Start Date: End Date: Published Date Data Date
Data acquired June 16, 2005 900 x 750 230 KB - JPEG
Data acquired June 16, 2005 1800 x 1500 906 KB - JPEG
Data acquired June 16, 2005 3600 x 3000 2 MB - JPEG
One of the largest and least-populated regions in the world, Siberia stretches across three-quarters of Russia in northern Asia. There are just three people per square kilometer in Siberia, and 70 percent of those live in cities like Novosibirsk, Tobolsk, Irkutsk, and Omsk. Yet despite the rather sparse population, Siberia is rich in natural resources: gold, diamonds, lead, and manganese, to name a few. In eastern Siberia, the vast plains of the west give way to mountains reaching almost 3,000 meters in height and valleys covered in the only kind of tree that can survive in the shallow and usually permafrost soil: Siberian Larch.

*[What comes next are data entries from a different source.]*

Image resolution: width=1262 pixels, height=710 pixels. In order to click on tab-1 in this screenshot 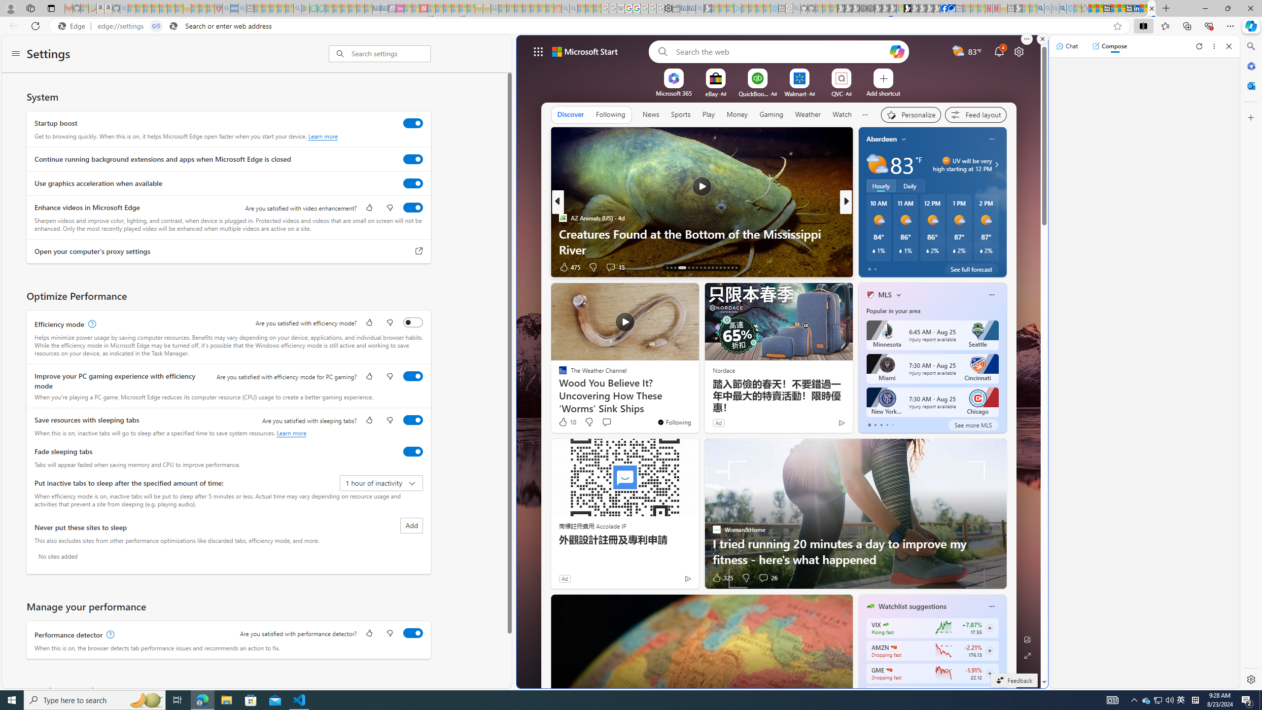, I will do `click(874, 425)`.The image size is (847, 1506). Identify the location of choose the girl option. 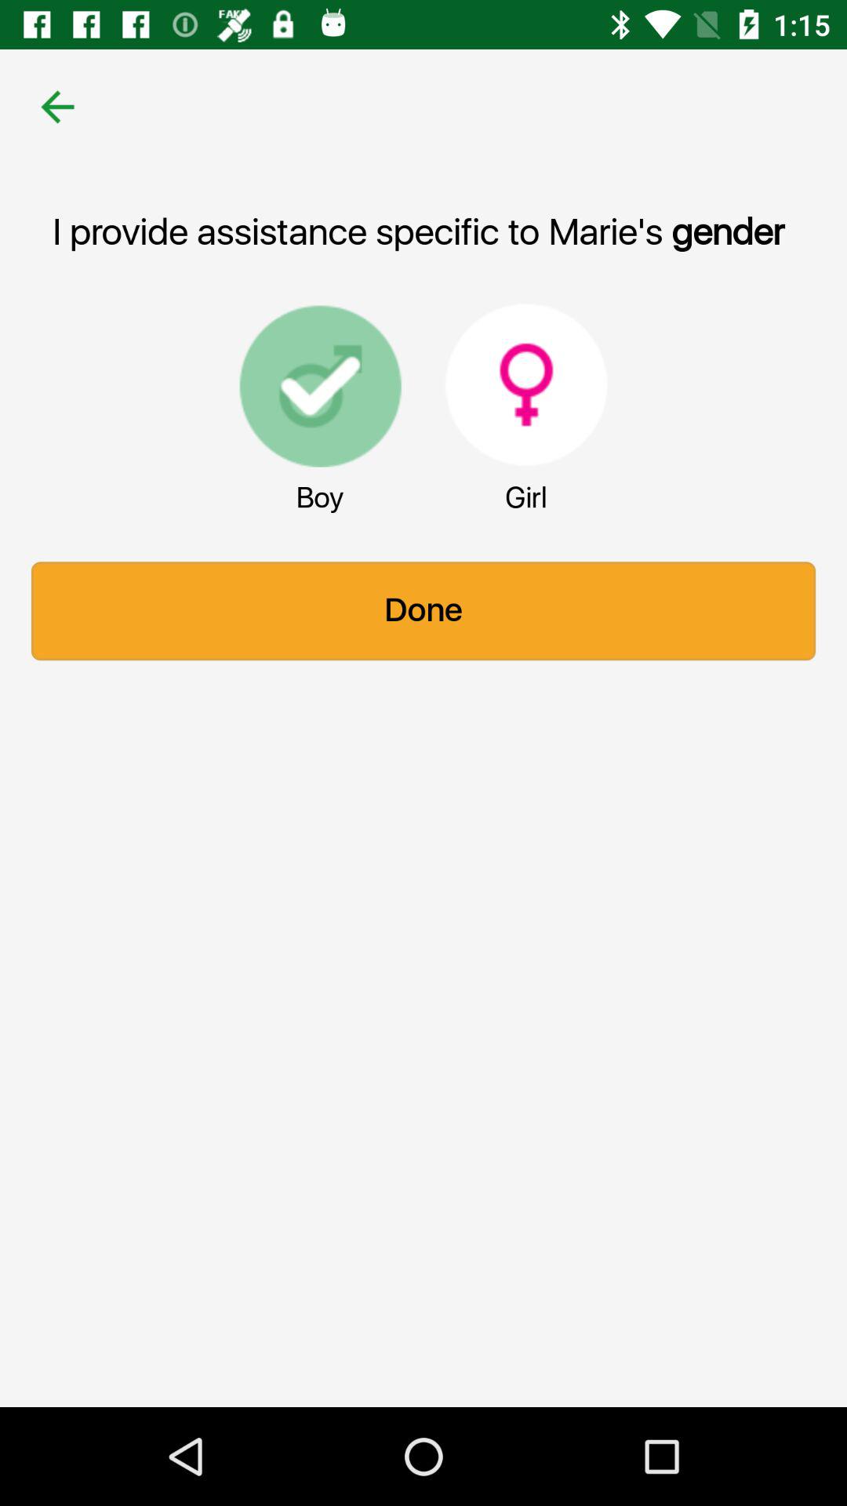
(526, 384).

This true-color Moderate Resolution Imaging Spectroradiometer (MODIS) image, acquired by NASA’s Terra satellite on June 16, 2005, shows extreme northeastern Siberia on the edge of the Siberian Sea and the Bering Strait. Most of this image focuses on lands north of the Arctic Circle where snow and sea ice still abound, even in June. At the top of the image between the Bering Strait to the east and the East Siberian Sea to the west is Wrangel Island. Broken blue-white sea ice stretches from there to the mainland save around the Chaunskaya Guba (bay) just left of image center. Its shallow waters are also frozen around Ayon Island, which appears as though it is connected to the northwestern shore, but is actually separate.